POULTRY growers in Co Monaghan lost their High Court claim yesterday that a processing company had abused its dominant position in the market.
Mr Justice Shanley in his judgment yesterday said he had to decide whether any of Monaghan Poultry Products Ltd's (MPP) practices complained of by the growers amounted to an abuse of a dominant position by it.
The growers alleged that the flesh price offered by MPP was unfair. The judge said there was no evidence which as a matter of probability established that MPP had offered unfair prices. No genuinely comparable flesh prices were adduced in evidence to allow the court to make an assessment of the fairness of MPP's prices.
He said the growers also claimed that MPP was guilty of abuse of dominance in obliging them to purchase their meal from it. The evidence before the court established that the practice of requiring growers to purchase their feed through their processor began in the 1960s.
In 1976, MPP required its growers to purchase their meal through it and currently all processors, save Cootehill Co operative Society, required their growers to purchase meal through them. The prevalence of the practice over a prolonged period led him to the conclusion that the obligation to purchase meal through the processor had been connected with the contract for the provision of a broiler growing service.
The grower agreed to provide a broiler growing service for a processor who agreed to pay a price for the grown chicken. The processor was perfectly entitled to specify how and with what particular feed the chicks should be reared.
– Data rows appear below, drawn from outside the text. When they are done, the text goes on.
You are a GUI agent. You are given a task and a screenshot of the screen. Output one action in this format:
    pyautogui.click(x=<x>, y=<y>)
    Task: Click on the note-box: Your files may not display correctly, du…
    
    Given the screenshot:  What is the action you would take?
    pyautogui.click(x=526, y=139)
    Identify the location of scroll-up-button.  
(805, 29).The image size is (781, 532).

While there was evidence that MPP offered different terms to different growers, there was no evidence to suggest that such conduct had the result of placing the affected growers at any competitive disadvantage.
Accordingly, he was satisfied that MPP had not abused its position of dominance.
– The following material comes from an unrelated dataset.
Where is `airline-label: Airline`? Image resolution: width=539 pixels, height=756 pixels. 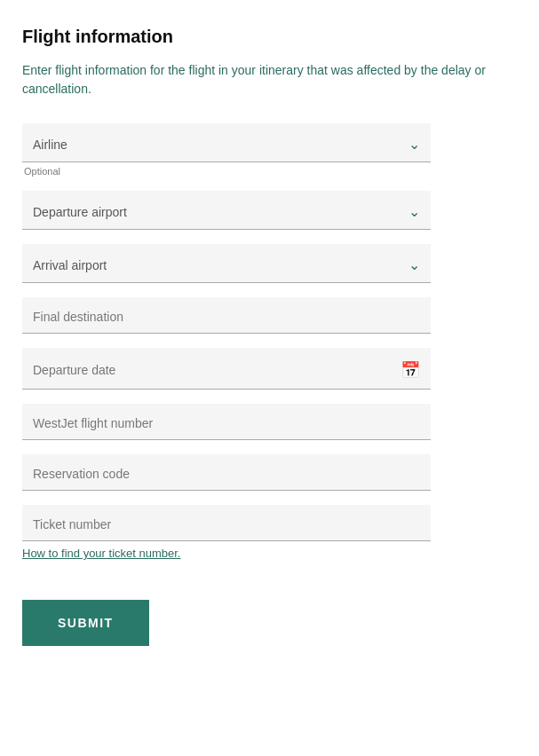 airline-label: Airline is located at coordinates (50, 145).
The growers alleged that their agreement with MPP had as their object or effect the restriction of competition by the impositition of unfair purchase prices and by requiring growers to purchase their meal through MPP. He was satisfied that the evidence did not sustain these allegations.
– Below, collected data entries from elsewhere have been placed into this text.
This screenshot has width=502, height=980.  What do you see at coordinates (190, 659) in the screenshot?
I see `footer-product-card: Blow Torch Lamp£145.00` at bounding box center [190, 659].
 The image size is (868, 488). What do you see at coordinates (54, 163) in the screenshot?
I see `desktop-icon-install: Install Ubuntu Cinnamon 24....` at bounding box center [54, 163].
Mr Justice Shanley ruled in favour of the growers on one point. They claimed MPP was in breach of its contract in failing to properly account in respect of dead and useless birds. MPP was not able to explain the basic inconsistency between the Department of Agriculture records of condemnations and MPP's records of dead and useless birds.
The judge said the growers were entitled to recover damages for breach of contract due to inaccurate assessment of "useless" birds.